Anyway, I think the state of the art for all this is still pretty far away, which is why the instinct is to assume we're talking about something specialized.


> I think the state of the art for all this is still pretty far away, which is why the instinct is to assume we're talking about something specialized.

Yes, that's exactly what I thought. If we are talking about AGI + human level robotic dexterity, then the use of "simply" becomes even funnier.


I'm not sure about AGI. You can just control the robot remotely from earth. Sure, there will be a minor lag but definitely won't justify need of AGI.


NASA was experimenting with this in the past with Robonaut (apparently it also started as a collaboration with DARPA)

https://en.wikipedia.org/wiki/Robonaut


I believe Robotnaut is back on earth as of sometime in 2018, but it was briefly at the ISS and even ran ROS— there was an official NASA-supplied Gazebo simulator for it: https://www.slashgear.com/nasa-robonaut-2-simulator-stack-no...
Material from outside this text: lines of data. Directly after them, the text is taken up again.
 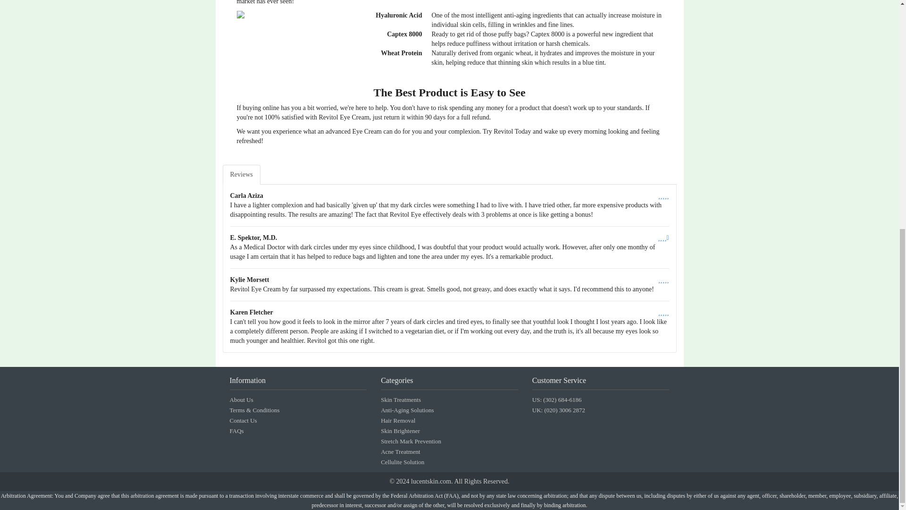 I want to click on About Us, so click(x=241, y=399).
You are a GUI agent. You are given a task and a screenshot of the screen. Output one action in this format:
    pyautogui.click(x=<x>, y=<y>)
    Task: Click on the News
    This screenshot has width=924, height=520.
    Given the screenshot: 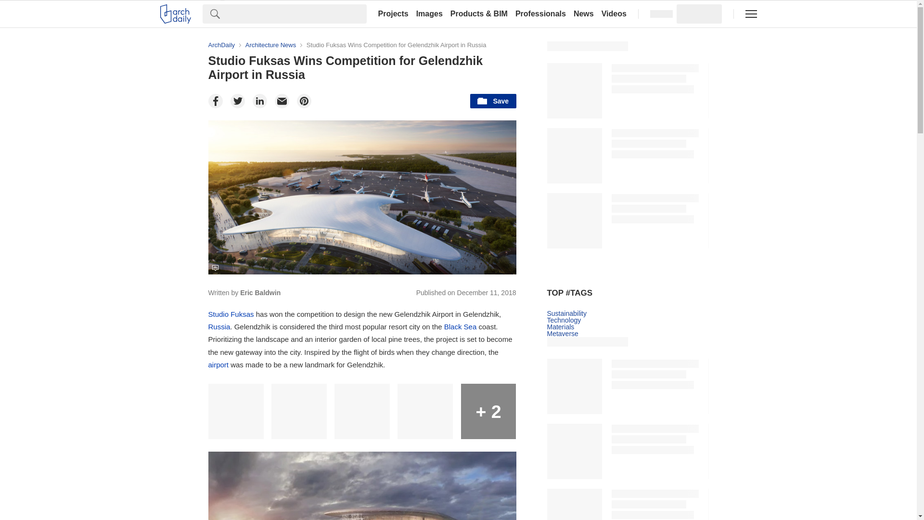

> Access to modules inside Hubble was never meant for robots with very limited dexterity either.

It was also never meant for humans with less limited dexterity.

I recall one of the Hubble servicing missions I watched on NASA TV, in which they had to bolt a special adapter plate over a cover, unscrew over a hundred tiny non-captive screws (which the adapter plate was designed to catch, so they wouldn't float away), and only then could they open that cover. That part of the telescope clearly wasn't designed to be serviced in space.


To be fair, they wasn't expecting Hubble to last beyond the end of the service date. I recalled it was ~10~ 15 years? They have no way of knowing this beforehand.

Edit:saw the comment somewhere that it is 15 years.